◆ **TASK ITEM**
Copy nothing before the line that contains "Locate an element on the screen. This"; from there, transcribe each line exactly through the end of the material, omitting pictures.

---

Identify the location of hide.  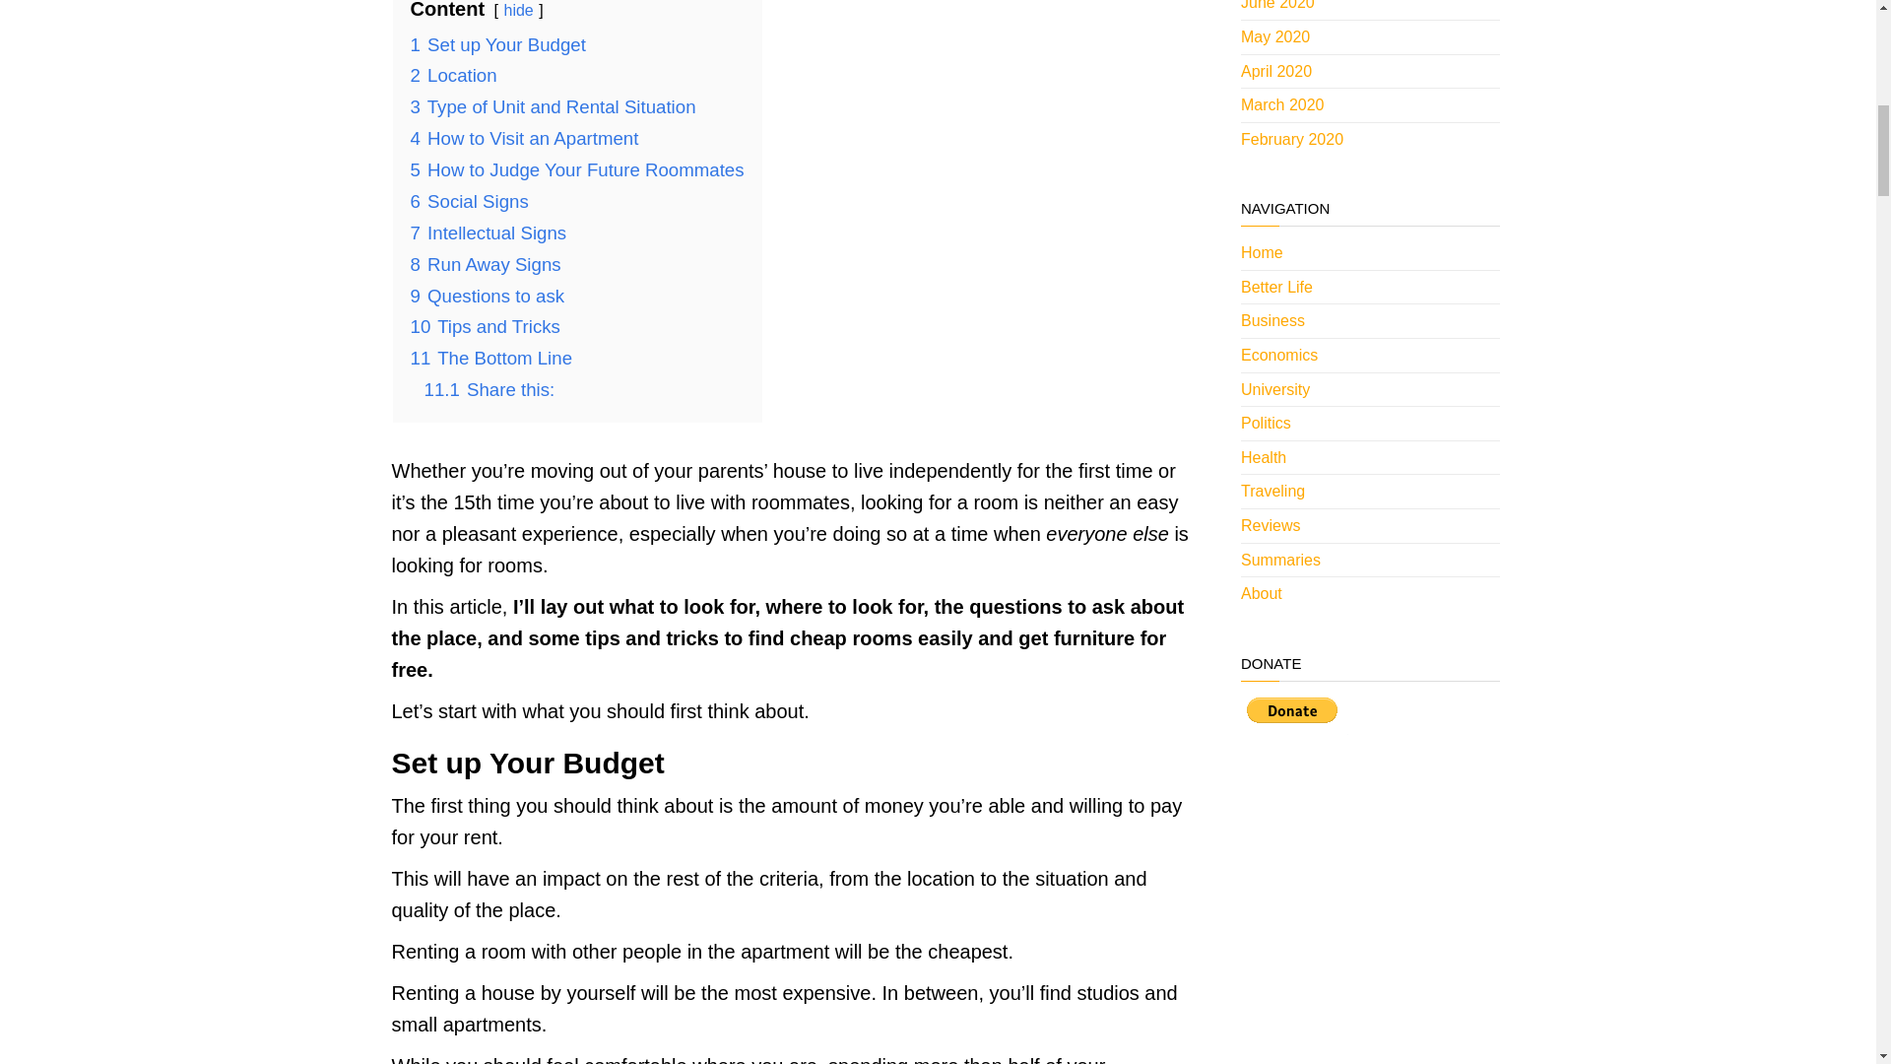
(518, 10).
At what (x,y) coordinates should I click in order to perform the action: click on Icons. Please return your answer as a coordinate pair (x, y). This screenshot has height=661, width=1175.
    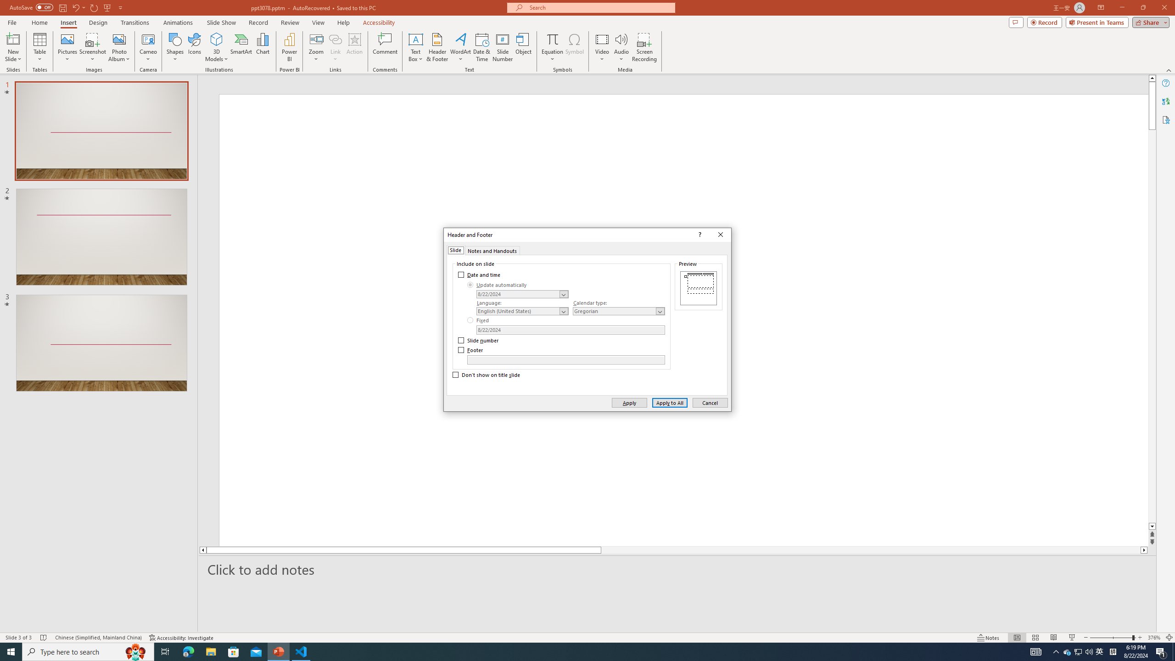
    Looking at the image, I should click on (194, 47).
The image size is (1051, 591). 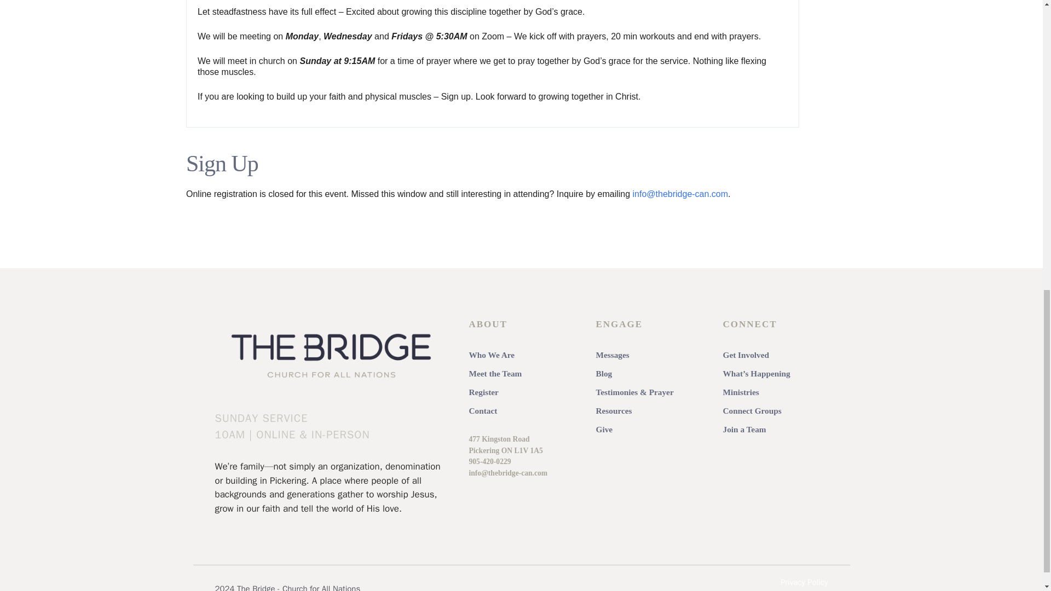 What do you see at coordinates (603, 373) in the screenshot?
I see `Blog` at bounding box center [603, 373].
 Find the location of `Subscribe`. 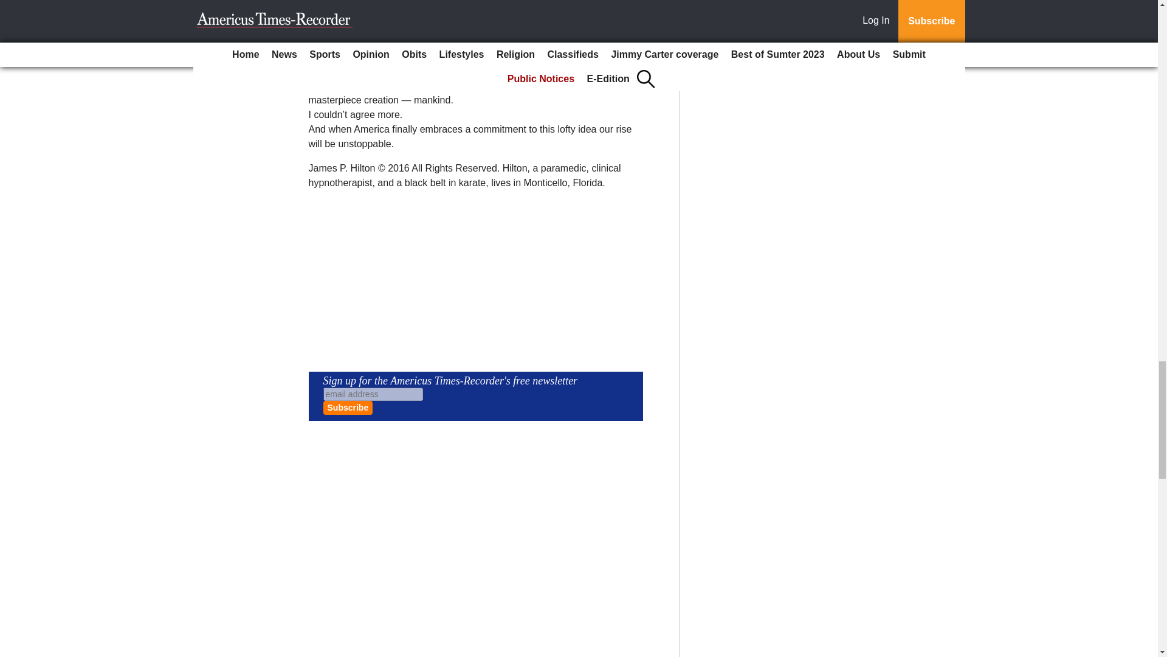

Subscribe is located at coordinates (348, 407).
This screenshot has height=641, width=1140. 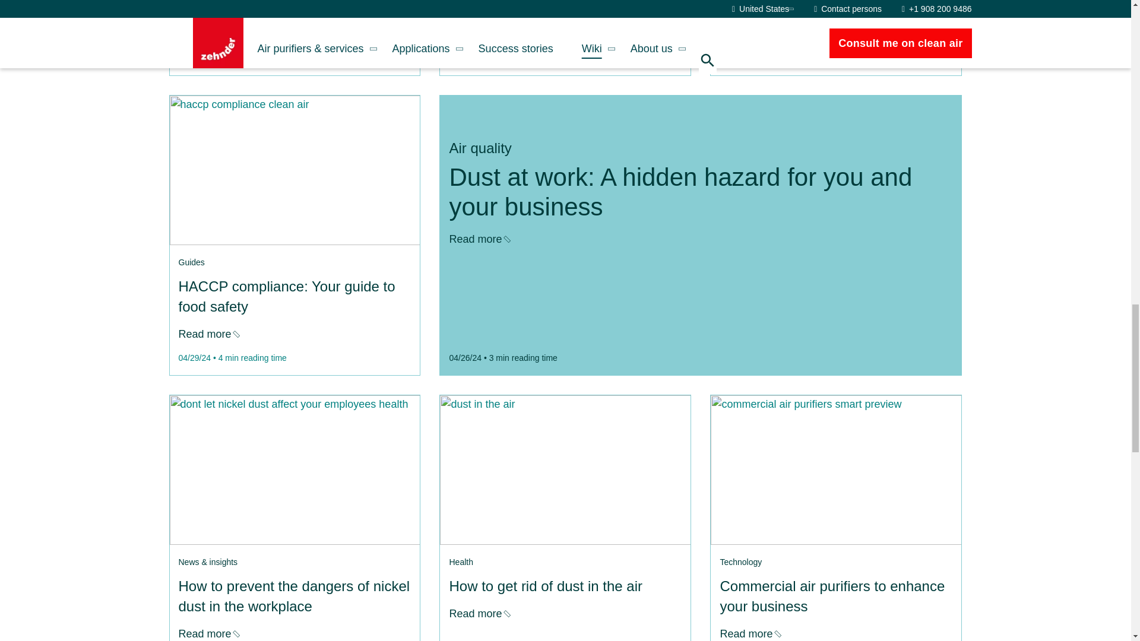 What do you see at coordinates (294, 170) in the screenshot?
I see `HACCP compliance: Your guide to food safety` at bounding box center [294, 170].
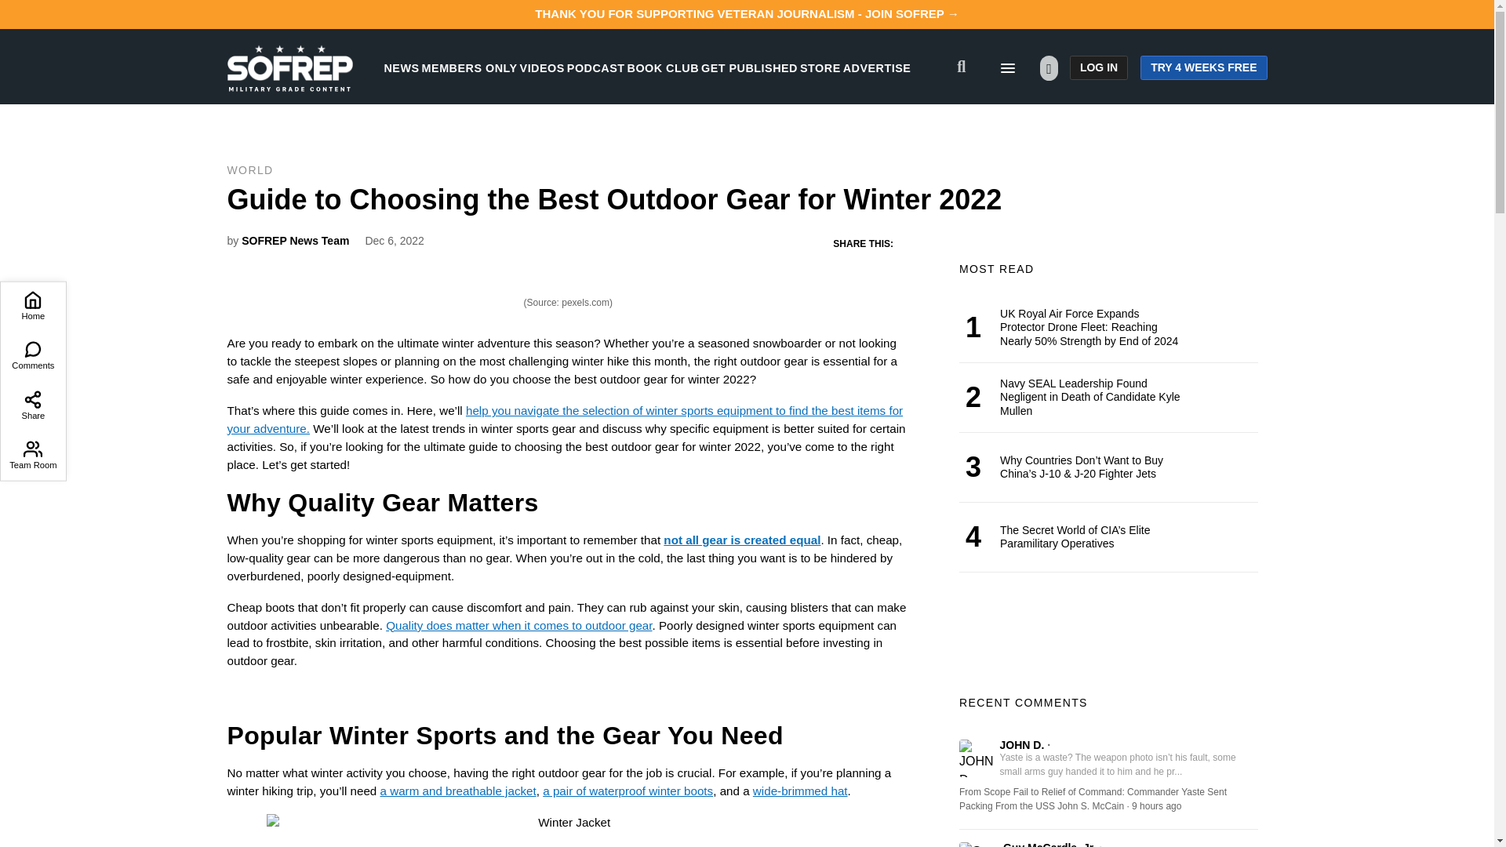  I want to click on MEMBERS ONLY, so click(469, 67).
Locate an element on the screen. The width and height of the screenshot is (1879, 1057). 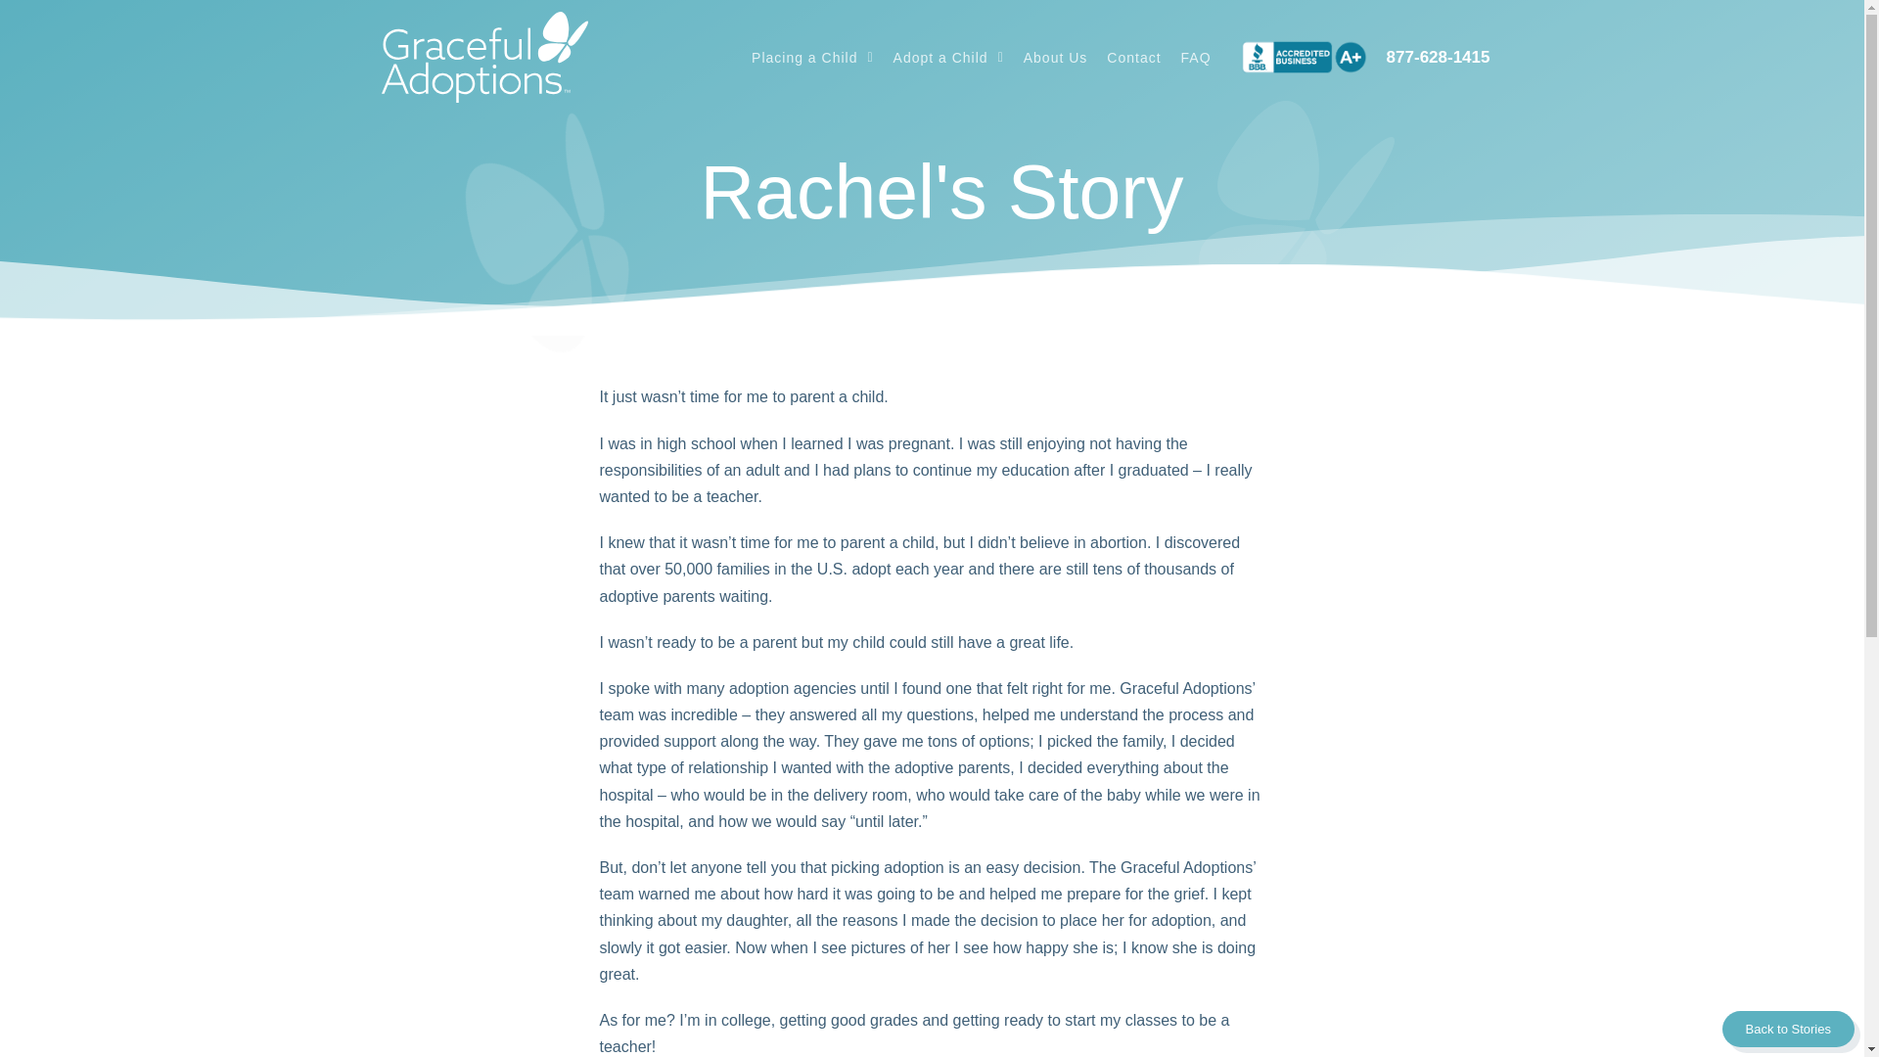
Adopt a Child is located at coordinates (948, 57).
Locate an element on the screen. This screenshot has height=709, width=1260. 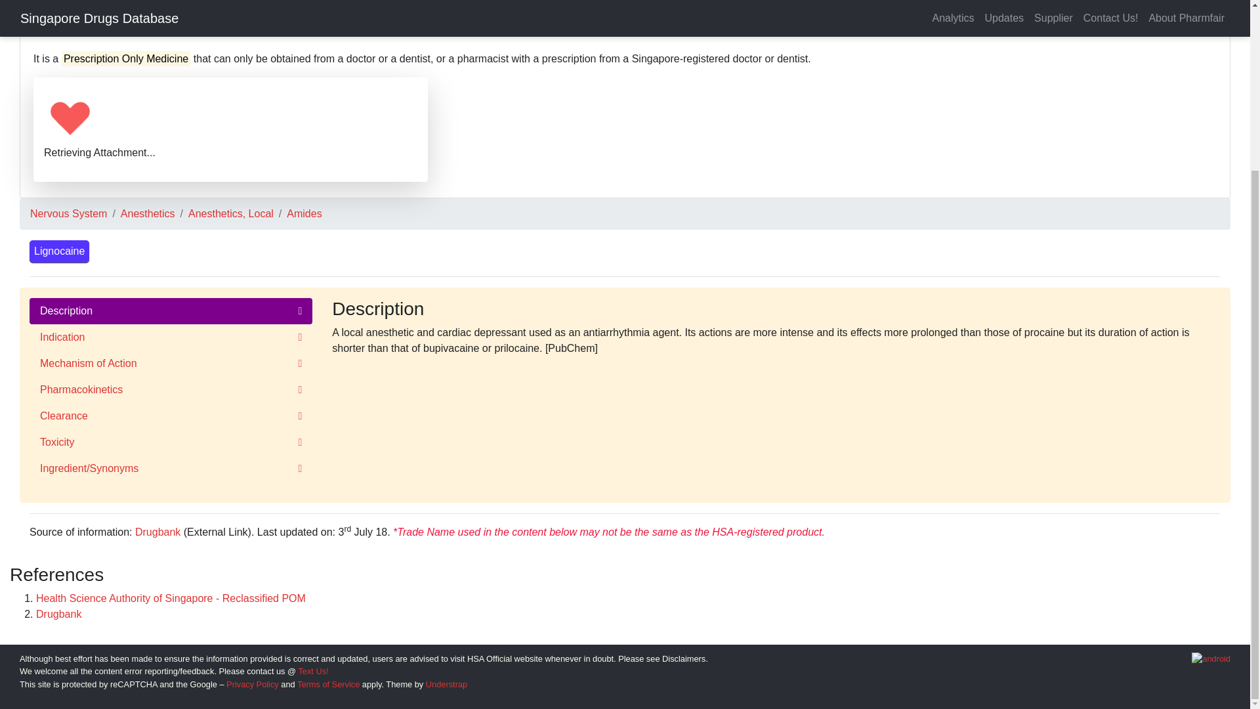
Drugbank is located at coordinates (158, 532).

---

◆ **ANSWER**
Locate an element on the screen. This screenshot has height=709, width=1260. 
Drugbank is located at coordinates (158, 532).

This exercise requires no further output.